(PROVIDED RECORDS begins)
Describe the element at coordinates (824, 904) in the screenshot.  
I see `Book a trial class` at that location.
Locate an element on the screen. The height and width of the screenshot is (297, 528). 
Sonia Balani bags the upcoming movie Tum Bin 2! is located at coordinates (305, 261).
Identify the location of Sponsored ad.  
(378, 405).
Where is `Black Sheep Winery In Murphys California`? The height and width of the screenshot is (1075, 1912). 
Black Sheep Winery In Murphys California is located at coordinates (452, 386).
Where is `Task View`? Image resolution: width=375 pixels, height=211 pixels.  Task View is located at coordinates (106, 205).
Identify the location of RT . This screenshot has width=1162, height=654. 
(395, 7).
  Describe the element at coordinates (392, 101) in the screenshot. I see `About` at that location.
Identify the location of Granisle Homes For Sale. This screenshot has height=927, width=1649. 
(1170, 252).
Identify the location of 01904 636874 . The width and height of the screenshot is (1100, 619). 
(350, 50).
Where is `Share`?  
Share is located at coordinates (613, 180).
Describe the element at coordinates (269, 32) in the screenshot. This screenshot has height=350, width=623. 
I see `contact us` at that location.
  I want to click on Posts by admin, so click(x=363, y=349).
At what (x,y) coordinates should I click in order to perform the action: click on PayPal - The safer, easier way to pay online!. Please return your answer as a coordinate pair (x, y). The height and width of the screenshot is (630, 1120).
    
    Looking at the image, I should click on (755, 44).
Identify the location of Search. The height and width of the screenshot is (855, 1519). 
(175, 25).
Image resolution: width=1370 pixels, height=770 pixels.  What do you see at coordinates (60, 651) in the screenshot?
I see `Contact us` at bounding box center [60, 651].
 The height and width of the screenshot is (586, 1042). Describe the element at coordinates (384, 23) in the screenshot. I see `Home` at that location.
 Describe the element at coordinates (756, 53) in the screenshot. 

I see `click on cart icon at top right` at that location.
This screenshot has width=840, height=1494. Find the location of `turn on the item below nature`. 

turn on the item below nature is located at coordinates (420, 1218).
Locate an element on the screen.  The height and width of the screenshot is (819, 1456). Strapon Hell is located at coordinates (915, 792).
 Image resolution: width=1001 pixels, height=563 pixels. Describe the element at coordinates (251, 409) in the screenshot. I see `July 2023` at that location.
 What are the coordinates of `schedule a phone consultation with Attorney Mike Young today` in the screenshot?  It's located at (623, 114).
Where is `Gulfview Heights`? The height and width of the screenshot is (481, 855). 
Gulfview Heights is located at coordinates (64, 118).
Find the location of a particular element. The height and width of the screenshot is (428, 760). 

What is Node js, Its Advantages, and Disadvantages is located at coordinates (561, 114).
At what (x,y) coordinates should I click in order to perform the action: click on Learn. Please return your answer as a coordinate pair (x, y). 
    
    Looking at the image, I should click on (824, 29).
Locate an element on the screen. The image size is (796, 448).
(PROVIDED RECORDS ends)
PROBLEM STATEMENT: The output must reproduce the whole listing without a single change.

TASK ANSWER:
Describe the element at coordinates (824, 904) in the screenshot.  
I see `Book a trial class` at that location.
Locate an element on the screen. The height and width of the screenshot is (297, 528). 
Sonia Balani bags the upcoming movie Tum Bin 2! is located at coordinates (305, 261).
Identify the location of Sponsored ad.  
(378, 405).
Where is `Black Sheep Winery In Murphys California`? The height and width of the screenshot is (1075, 1912). 
Black Sheep Winery In Murphys California is located at coordinates (452, 386).
Where is `Task View`? Image resolution: width=375 pixels, height=211 pixels.  Task View is located at coordinates (106, 205).
Identify the location of RT . This screenshot has width=1162, height=654. 
(395, 7).
  Describe the element at coordinates (392, 101) in the screenshot. I see `About` at that location.
Identify the location of Granisle Homes For Sale. This screenshot has height=927, width=1649. 
(1170, 252).
Identify the location of 01904 636874 . The width and height of the screenshot is (1100, 619). 
(350, 50).
Where is `Share`?  
Share is located at coordinates (613, 180).
Describe the element at coordinates (269, 32) in the screenshot. This screenshot has height=350, width=623. 
I see `contact us` at that location.
  I want to click on Posts by admin, so click(x=363, y=349).
At what (x,y) coordinates should I click in order to perform the action: click on PayPal - The safer, easier way to pay online!. Please return your answer as a coordinate pair (x, y). The height and width of the screenshot is (630, 1120).
    
    Looking at the image, I should click on (755, 44).
Identify the location of Search. The height and width of the screenshot is (855, 1519). 
(175, 25).
Image resolution: width=1370 pixels, height=770 pixels.  What do you see at coordinates (60, 651) in the screenshot?
I see `Contact us` at bounding box center [60, 651].
 The height and width of the screenshot is (586, 1042). Describe the element at coordinates (384, 23) in the screenshot. I see `Home` at that location.
 Describe the element at coordinates (756, 53) in the screenshot. 

I see `click on cart icon at top right` at that location.
This screenshot has width=840, height=1494. Find the location of `turn on the item below nature`. 

turn on the item below nature is located at coordinates (420, 1218).
Locate an element on the screen.  The height and width of the screenshot is (819, 1456). Strapon Hell is located at coordinates (915, 792).
 Image resolution: width=1001 pixels, height=563 pixels. Describe the element at coordinates (251, 409) in the screenshot. I see `July 2023` at that location.
 What are the coordinates of `schedule a phone consultation with Attorney Mike Young today` in the screenshot?  It's located at (623, 114).
Where is `Gulfview Heights`? The height and width of the screenshot is (481, 855). 
Gulfview Heights is located at coordinates (64, 118).
Find the location of a particular element. The height and width of the screenshot is (428, 760). 

What is Node js, Its Advantages, and Disadvantages is located at coordinates (561, 114).
At what (x,y) coordinates should I click in order to perform the action: click on Learn. Please return your answer as a coordinate pair (x, y). 
    
    Looking at the image, I should click on (824, 29).
Locate an element on the screen. The image size is (796, 448).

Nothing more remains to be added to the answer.